Exercise
Landmine Row
The landmine row is a barbell row variant that pins the bar path with a landmine anchor, which takes stress off the lower back and lets the upper back work harder for the same load.
- Category
- compound
- Difficulty
- intermediate
- Equipment
- barbell, landmine attachment
- Muscles
- lats, upper back, rhomboids
The movement
The landmine row uses a barbell with one end anchored in a landmine attachment (a floor-mounted pivot point) and the other end loaded with plates. The lifter stands over or beside the bar, gripping the loaded end with a v-handle, towel, or bare hands, and rows the weight to the sternum. The fixed anchor constrains the bar path to an arc, which keeps the lift in a consistent groove rep after rep and limits the lower-back demand that a free-standing bent-over row carries.
The main advantage over a barbell row is back-friendliness without sacrificing load. A lifter who cannot tolerate a heavy bent-over row because of a cranky lower back can often hit the same upper-back training effect with a landmine row because the anchor handles the horizontal force. This makes it a good choice for high-volume back training in the middle of a strength block, or as a permanent substitute for lifters recovering from lumbar issues.
Two stance variations dominate. The chest-supported landmine row (straddling the bar and rowing from a bent-over position) loads the lats and rhomboids primarily. The single-arm landmine row (standing beside the bar, one hand on the loaded end) allows a deeper squeeze at the top and hits each side independently, which helps lifters with a pronounced left-right imbalance. Both belong in most intermediate programs; pick by which pattern the lifter is under-training.
In LiftProof, landmine rows are tracked as a back accessory. Log load (bar end weight) and reps. Programming usually runs 3-5 sets of 6-12, as the second or third back movement of the session after a heavier row variant. The lift tolerates volume well because the lower-back demand is low, making it a good candidate for higher-rep finishing sets or drop-set protocols at the end of a pull day.
Technique
Form cues
- Chest up, hips hinged — the row pattern is the same as a bent-over row
- Pull the bar end to the lower chest / sternum, not the navel
- Elbow tracks along the ribs — not flared out
- Squeeze at the top — pause briefly before lowering
- Keep the hips still — no momentum swinging the bar up
Avoid
Common mistakes
- Rowing with momentum — turns the lift into a hinge plus hoist
- Pulling to the navel — loses the upper-back bias and shifts to the lats alone
- Flared elbows — overloads the rear delts and cheats the lats
- Shallow range of motion — the bar should come close to the chest, not stop short
See also
Related exercises
Log every set in LiftProof · 7-day free trial.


**Problem to work on**
How many lines of the data include the string "label"? State that number alone.

**Input data**

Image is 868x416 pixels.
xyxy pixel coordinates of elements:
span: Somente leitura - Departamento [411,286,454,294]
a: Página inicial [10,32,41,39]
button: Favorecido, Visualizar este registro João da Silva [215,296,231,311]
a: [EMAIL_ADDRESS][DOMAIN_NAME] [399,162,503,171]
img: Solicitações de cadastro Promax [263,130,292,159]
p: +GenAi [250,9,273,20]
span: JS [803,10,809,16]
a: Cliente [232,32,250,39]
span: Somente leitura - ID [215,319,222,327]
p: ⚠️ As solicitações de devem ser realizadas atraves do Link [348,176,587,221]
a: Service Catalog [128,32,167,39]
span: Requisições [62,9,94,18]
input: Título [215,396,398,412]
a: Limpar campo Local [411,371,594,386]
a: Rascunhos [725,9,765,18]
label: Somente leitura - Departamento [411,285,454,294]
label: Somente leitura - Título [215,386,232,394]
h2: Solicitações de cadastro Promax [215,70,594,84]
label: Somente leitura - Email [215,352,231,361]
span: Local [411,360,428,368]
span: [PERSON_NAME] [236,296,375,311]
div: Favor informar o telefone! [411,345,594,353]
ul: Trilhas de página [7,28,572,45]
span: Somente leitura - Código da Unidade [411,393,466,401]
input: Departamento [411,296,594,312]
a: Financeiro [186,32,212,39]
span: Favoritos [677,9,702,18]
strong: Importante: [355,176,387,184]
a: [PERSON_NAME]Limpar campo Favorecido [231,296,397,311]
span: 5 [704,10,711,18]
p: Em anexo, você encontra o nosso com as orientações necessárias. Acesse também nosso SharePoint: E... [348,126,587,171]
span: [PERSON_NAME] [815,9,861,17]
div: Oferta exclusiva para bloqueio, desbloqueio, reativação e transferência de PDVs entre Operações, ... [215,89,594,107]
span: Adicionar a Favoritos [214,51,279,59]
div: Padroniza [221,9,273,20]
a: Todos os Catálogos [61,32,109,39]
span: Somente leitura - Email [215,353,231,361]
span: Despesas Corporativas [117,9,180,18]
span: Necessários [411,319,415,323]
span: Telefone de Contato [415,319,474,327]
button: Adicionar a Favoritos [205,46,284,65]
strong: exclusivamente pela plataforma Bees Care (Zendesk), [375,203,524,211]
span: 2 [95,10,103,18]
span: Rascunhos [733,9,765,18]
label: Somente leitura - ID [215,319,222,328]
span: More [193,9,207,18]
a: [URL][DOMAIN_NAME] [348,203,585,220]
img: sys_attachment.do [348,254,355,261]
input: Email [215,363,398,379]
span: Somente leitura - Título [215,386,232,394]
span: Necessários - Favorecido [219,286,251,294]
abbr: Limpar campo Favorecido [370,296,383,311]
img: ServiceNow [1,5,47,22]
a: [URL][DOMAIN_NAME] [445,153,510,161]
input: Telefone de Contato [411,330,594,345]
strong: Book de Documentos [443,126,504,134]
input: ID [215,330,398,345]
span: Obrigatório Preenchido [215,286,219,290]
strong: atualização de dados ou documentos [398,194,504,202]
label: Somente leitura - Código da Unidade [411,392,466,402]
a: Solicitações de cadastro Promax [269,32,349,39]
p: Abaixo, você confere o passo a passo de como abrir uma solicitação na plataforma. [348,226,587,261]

**Answer to this problem**
5